How to Play Sudoku
A complete beginner's guide - from the rules to your first solved puzzle. No math required.
What is Sudoku?
Sudoku is a logic puzzle played on a 9×9 grid. Your goal is simple: fill every empty cell with a number from 1 to 9, following three rules. There is always exactly one correct solution, and you can reach it through pure logic - no guessing needed.
Despite using numbers, Sudoku is not about arithmetic. Think of the digits as symbols; you could replace them with letters or shapes and the puzzle would work identically.
The Grid
The 9×9 grid is divided into three types of units, each of which must contain every digit from 1 to 9 exactly once:
- 9 Rows - the nine horizontal lines.
- 9 Columns - the nine vertical lines.
- 9 Boxes - the nine 3×3 squares (also called regions or blocks).
Every cell belongs to exactly one row, one column, and one box - three units simultaneously. This overlap is what makes Sudoku interesting.
A row, a column, and a 3×3 box - the three units every digit must appear in exactly once.
The Three Rules
Every row, every column, and every 3×3 box must contain each of the digits 1–9 exactly once. No repeats. No gaps.
That's it. Three rules, one constraint: no digit can appear twice in the same row, column, or box.
How to Solve: Step by Step
Scan the givens. Start by studying the numbers already printed in the grid (called givens or clues). Notice which digits appear most often - cells in rows, columns, and boxes that share many givens are easiest to solve first.
Find a forced cell (Naked Single). Look for any empty cell where only one digit is possible. Cross-check the cell's row, column, and box - if eight different digits already appear across those three units, the ninth is the only option. Write it in.
Eight digits fill this row - the empty cell can only be 9.
Find a forced digit (Hidden Single). Pick any digit - say, 7. In each box, check whether 7 can only go in one cell (all other cells in the box are either filled or blocked by a 7 in the same row or column). If so, that cell must be 7.
Even though this cell has multiple candidates, 7 is the only digit that fits here in this box.
Use pencil marks. For harder cells, lightly write all possible candidates in the corner of each empty cell. As you fill in digits elsewhere, erase candidates that become impossible. When a cell is left with only one candidate, fill it in.
Repeat and ripple. Every cell you solve removes candidates from related cells, which can reveal new forced cells. Keep scanning rows, columns, and boxes. For most easy and medium puzzles, steps 2–4 are all you need.
A Worked Example
Consider this row: _ 4 _ 8 _ 1 _ 6 _
The missing digits from 1–9 are: 2, 3, 5, 7, 9. Now imagine the column containing the first blank already has a 3, 5, and 9 - and the box it sits in already has a 7. That leaves only 2 as the valid digit for that cell. You've solved it by elimination alone.
Beginner Tips
- Start where it's densest. Focus on rows, columns, or boxes that already have 6 or more digits filled in - fewer unknowns means fewer options to consider.
- Work one digit at a time. Scan the entire grid for all placements of a single digit (e.g., all the 5s) before moving to the next. This catches hidden singles quickly.
- Never guess. If you feel stuck, you haven't exhausted the logic yet. Slow down and re-examine every row, column, and box.
- Use pencil marks early. On medium or hard puzzles, jotting candidates from the start saves time and prevents errors.
- Check your work. After filling in a digit, immediately scan the affected row, column, and box for new forced cells - fresh deductions appear fastest right after a placement.
- One unit at a time. If the full grid feels overwhelming, zoom in: solve one box completely, then move to the next.
Difficulty Levels
Sudoku difficulty is determined by which techniques are required to solve the puzzle - not how many clues are given.
- Very Easy / Easy: Naked singles alone solve the puzzle. Great for first-timers.
- Medium: Hidden singles and some pencil-mark scanning required.
- Hard: Intermediate techniques like naked pairs or pointing pairs are needed.
- Expert: Advanced techniques (X-Wing, chains) are required. See our advanced guide.
Ready to practice?
Download a free printable Sudoku sheet and try what you've learned.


AIM OF THE EXERCISE ->
Make an exact copy of the data below, leaving out every picture.

Figure content listings ->
───

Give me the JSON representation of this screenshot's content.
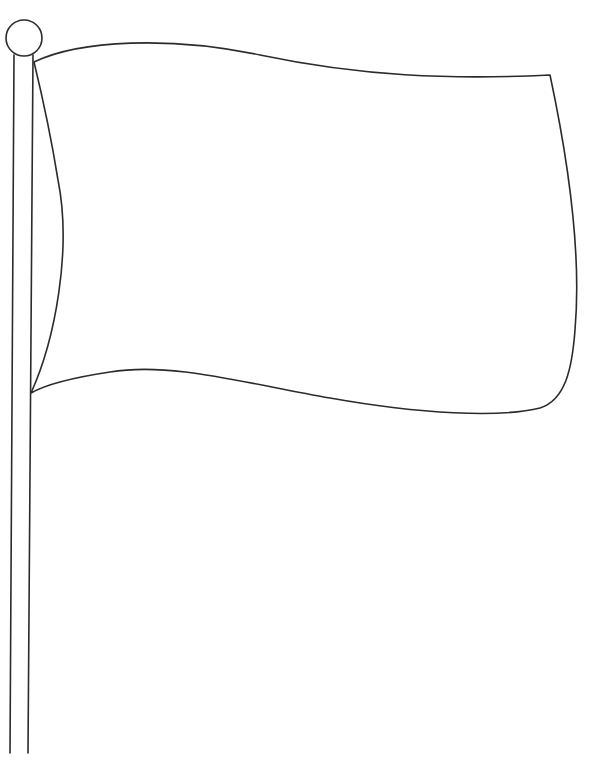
{
  "image": {
    "subject": "blank flag on a flagpole (line drawing)",
    "colors": {
      "background": "#ffffff",
      "line": "#2b2b2b",
      "flag_fill": "#ffffff"
    }
  }
}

───

RESPONSE BELOW ->
Give me the JSON representation of this screenshot's content.
{
  "image": {
    "subject": "blank flag on a flagpole (line drawing)",
    "colors": {
      "background": "#ffffff",
      "line": "#2b2b2b",
      "flag_fill": "#ffffff"
    }
  }
}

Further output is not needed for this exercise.